For today, USD resistance is at 1.3596. Support is at 1.3545.
- FOMC expected to leave rates unchanged.
- Oil slides as EIA cuts price forecast.
- US dollar consolidating Tuesday losses-trades narrowly overnight.
The Canadian dollar is struggling to make headway against a backdrop of weaker oil prices and a resilient US dollar. Yesterday’s attempted Canadian dollar rally was thwarted after the release of the US inflation report for November.
Headline November US CPI was an as-expected 3.1% y/y, and a tad below the 3.2% y/y seen in October. That is good news, but the pace of the decline was disappointing. What was worse was that Core-CPI ticked higher to 0.3% m/m from 0.2% in October. The year-over-year result was unchanged at 4.0%.
The results support Fed Chair Jerome Powell’s earlier comments that “there was still lots of work to do” to get inflation down to the 2.0% target.

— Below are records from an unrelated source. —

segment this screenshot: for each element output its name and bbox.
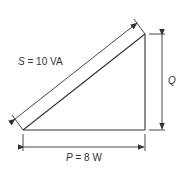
hypotenuse-s: [23, 34, 145, 130]
triangle: [23, 34, 145, 130]
power-triangle-diagram: [0, 0, 186, 170]
p-dimension: [23, 134, 145, 151]
q-label: Q: [168, 75, 176, 86]
s-dimension: [12, 19, 145, 130]
s-label: S = 10 VA: [18, 56, 63, 67]
q-dimension: [149, 34, 165, 130]
p-label: P = 8 W: [66, 152, 102, 163]
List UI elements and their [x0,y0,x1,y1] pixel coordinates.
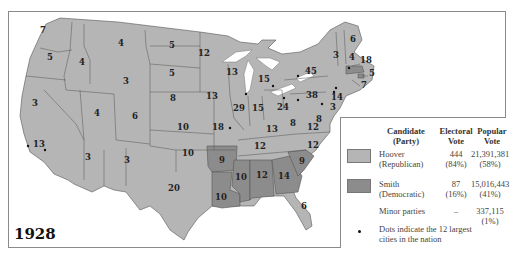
state-electoral-label: 7 [361,80,367,90]
city-dot-chicago [245,93,247,95]
state-electoral-label: 15 [258,74,270,84]
legend-box: Candidate(Party) ElectoralVote PopularVo… [340,117,506,248]
legend-header-popular: PopularVote [475,126,509,146]
legend-smith-candidate: Smith(Democratic) [379,179,424,199]
city-dot-icon [358,230,361,233]
state-electoral-label: 3 [330,102,336,112]
state-electoral-label: 5 [369,68,375,78]
state-electoral-label: 12 [307,122,319,132]
state-electoral-label: 12 [254,141,266,151]
hoover-states-region [20,18,374,240]
hoover-swatch [347,149,371,163]
city-dot-cleveland [283,97,285,99]
state-electoral-label: 5 [47,52,53,62]
legend-smith-popular: 15,016,443(41%) [469,179,511,199]
legend-minor-electoral: – [439,206,473,216]
state-electoral-label: 10 [182,148,194,158]
state-electoral-label: 38 [306,90,318,100]
state-electoral-label: 12 [256,170,268,180]
city-dot-pittsburgh [297,99,299,101]
city-dot-philadelphia [333,91,335,93]
state-electoral-label: 3 [85,152,91,162]
state-electoral-label: 8 [170,93,176,103]
legend-dots-note: Dots indicate the 12 largestcities in th… [379,224,472,244]
city-dot-los-angeles [44,149,46,151]
smith-swatch [347,179,371,193]
state-electoral-label: 4 [79,57,85,67]
state-electoral-label: 6 [301,201,307,211]
year-label: 1928 [14,225,56,243]
state-electoral-label: 3 [124,155,130,165]
city-dot-boston [348,67,350,69]
state-electoral-label: 4 [349,52,355,62]
state-electoral-label: 9 [299,156,305,166]
state-electoral-label: 14 [331,92,343,102]
city-dot-st-louis [229,127,231,129]
state-electoral-label: 6 [132,111,138,121]
state-electoral-label: 8 [290,118,296,128]
legend-hoover-popular: 21,391,381(58%) [469,149,511,169]
legend-header-candidate: Candidate(Party) [375,126,437,146]
state-electoral-label: 5 [169,68,175,78]
state-electoral-label: 15 [252,103,264,113]
state-electoral-label: 10 [235,172,247,182]
city-dot-san-francisco [27,145,29,147]
state-electoral-label: 10 [177,122,189,132]
state-electoral-label: 29 [233,103,245,113]
legend-smith-electoral: 87(16%) [439,179,473,199]
state-electoral-label: 13 [226,67,238,77]
state-electoral-label: 13 [33,139,45,149]
state-electoral-label: 5 [169,40,175,50]
legend-header-electoral: ElectoralVote [437,126,475,146]
state-electoral-label: 3 [123,76,129,86]
state-electoral-label: 12 [198,48,210,58]
state-electoral-label: 9 [219,155,225,165]
state-electoral-label: 18 [360,55,372,65]
state-electoral-label: 13 [206,91,218,101]
state-electoral-label: 4 [94,108,100,118]
city-dot-baltimore [321,103,323,105]
legend-hoover-electoral: 444(84%) [439,149,473,169]
legend-hoover-candidate: Hoover(Republican) [379,149,423,169]
state-electoral-label: 24 [277,102,289,112]
state-electoral-label: 13 [266,124,278,134]
state-electoral-label: 7 [40,25,46,35]
state-electoral-label: 10 [215,192,227,202]
state-electoral-label: 3 [32,98,38,108]
state-electoral-label: 45 [305,66,317,76]
state-electoral-label: 18 [212,122,224,132]
state-electoral-label: 20 [168,183,180,193]
legend-minor-popular: 337,115(1%) [469,206,511,226]
state-electoral-label: 3 [333,50,339,60]
legend-minor-candidate: Minor parties [379,206,425,216]
state-electoral-label: 14 [278,171,290,181]
city-dot-new-york [335,87,337,89]
state-electoral-label: 6 [350,34,356,44]
smith-alabama [250,160,274,200]
city-dot-buffalo [297,75,299,77]
city-dot-detroit [272,85,274,87]
state-electoral-label: 4 [118,38,124,48]
state-electoral-label: 12 [307,140,319,150]
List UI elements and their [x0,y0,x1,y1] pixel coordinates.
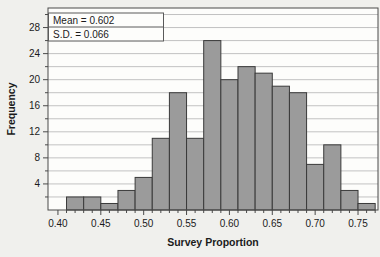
histogram-bar [152,138,169,210]
y-axis-tick-label: 28 [29,22,41,33]
histogram-bar [221,80,238,210]
histogram-bar [324,145,341,210]
y-axis-tick-label: 12 [29,126,41,137]
histogram-bar [307,164,324,210]
histogram-bar [255,73,272,210]
y-axis-tick-label: 16 [29,100,41,111]
histogram-bar [118,190,135,210]
histogram-bar [272,86,289,210]
x-axis-title: Survey Proportion [167,236,259,248]
x-axis-tick-label: 0.70 [305,218,325,229]
histogram-bar [358,203,375,210]
x-axis-tick-label: 0.55 [177,218,197,229]
histogram-bar [341,190,358,210]
histogram-bar [84,197,101,210]
histogram-bar [135,177,152,210]
histogram-bar [238,67,255,210]
x-axis-tick-label: 0.45 [91,218,111,229]
y-axis-tick-label: 8 [34,152,40,163]
histogram-bar [187,138,204,210]
histogram-bar [101,203,118,210]
histogram-bar [204,41,221,210]
x-axis-tick-label: 0.75 [348,218,368,229]
y-axis-tick-label: 4 [34,178,40,189]
histogram-bar [67,197,84,210]
y-axis-title: Frequency [5,82,17,135]
y-axis-tick-label: 20 [29,74,41,85]
stats-mean-label: Mean = 0.602 [53,15,115,26]
histogram-bar [169,93,186,210]
histogram-bar [289,93,306,210]
x-axis-tick-label: 0.40 [48,218,68,229]
histogram-chart: 4812162024280.400.450.500.550.600.650.70… [0,0,380,257]
x-axis-tick-label: 0.60 [220,218,240,229]
y-axis-tick-label: 24 [29,48,41,59]
stats-sd-label: S.D. = 0.066 [53,29,109,40]
x-axis-tick-label: 0.50 [134,218,154,229]
x-axis-tick-label: 0.65 [263,218,283,229]
histogram-figure: 4812162024280.400.450.500.550.600.650.70… [0,0,380,257]
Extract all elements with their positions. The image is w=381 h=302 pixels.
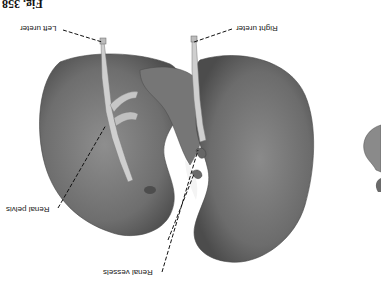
figure-number: Fig. 358 (2, 0, 43, 11)
label-right-ureter: Right ureter (236, 24, 278, 33)
left-ureter-cut-end (100, 38, 106, 44)
leader-right-ureter (194, 29, 232, 42)
kidney-illustration (0, 0, 381, 302)
label-renal-pelvis: Renal pelvis (6, 205, 50, 214)
anatomy-figure: Fig. 358 Left ureter Right ureter Renal … (0, 0, 381, 302)
leader-left-ureter (63, 30, 102, 42)
right-kidney (194, 55, 314, 262)
label-left-ureter: Left ureter (20, 24, 56, 33)
label-renal-vessels: Renal vessels (103, 268, 153, 277)
vertebra-partial (364, 125, 381, 172)
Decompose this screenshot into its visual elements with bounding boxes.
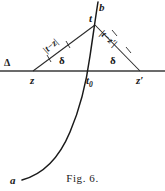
figure-container: Δ z z′ t t0 b a δ δ |t−z| |t−z′| Fig. 6. — [0, 0, 165, 191]
point-label-z-prime: z′ — [136, 75, 143, 86]
angle-label-delta-right: δ — [110, 55, 116, 66]
axis-label-delta: Δ — [4, 58, 10, 68]
point-label-t0: t0 — [86, 75, 93, 86]
curve-a-to-b — [22, 2, 98, 180]
point-label-t: t — [89, 13, 92, 24]
point-label-t0-subscript: 0 — [89, 80, 93, 89]
point-label-z: z — [30, 75, 34, 86]
figure-drawing — [0, 0, 165, 191]
angle-label-delta-left: δ — [59, 55, 65, 66]
figure-caption: Fig. 6. — [0, 172, 165, 184]
bracket-tick-right-lower — [126, 47, 131, 53]
point-label-b: b — [99, 2, 105, 13]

We will hear more about that today. The FOMC is universally expected to leave rates unchanged. The focus will be on the news Summary of Projections (SEP), specifically the dot-plot projections. They are anticipated to forecast the rate cut by late spring. Mr. Powell is expected to push back against market pricing of 100 bps of rate cuts in 2024.
The Canadian dollar is not getting any benefit from oil prices. West Texas Intermediate continues to slide, falling from an overnight peak of $68.92/barrel to $67.72/b despite the American Petroleum Institute (API) weekly crude stocks data showing a 2.3 million barrel drop in inventories. That is partly because the Energy Information Administration chopped their Brent forecast to $73.00/b from $83.00/b in 2024 due to concerns about demand.
EURUSD is drifting in a 1.0773-1.0800 range after weaker than expected Industrial Production (actual -0.7% vs. September -0.1% m/m).
GBPUSD traded with a bearish bias in a 1.2509-1.2574 range. JPMorgan and Goldman Sachs lowered UK GDP growth forecasts to 0.5% from 0.6% following weak UK data. GDP fell 0.3% (forecast -0.1%) and Industrial Production fell 0.8% m/m from 0% previously.
USDJPY churned in a 144.74-146.19 band, partly because the Tankan survey showed Business confidence at large Japanese manufacturers rose to a twenty-four month peak.
AUDUSD bounced in a 0.6542-0.6568 band with gains limited by disappointment that China did not announce any fiscal new stimulus actions.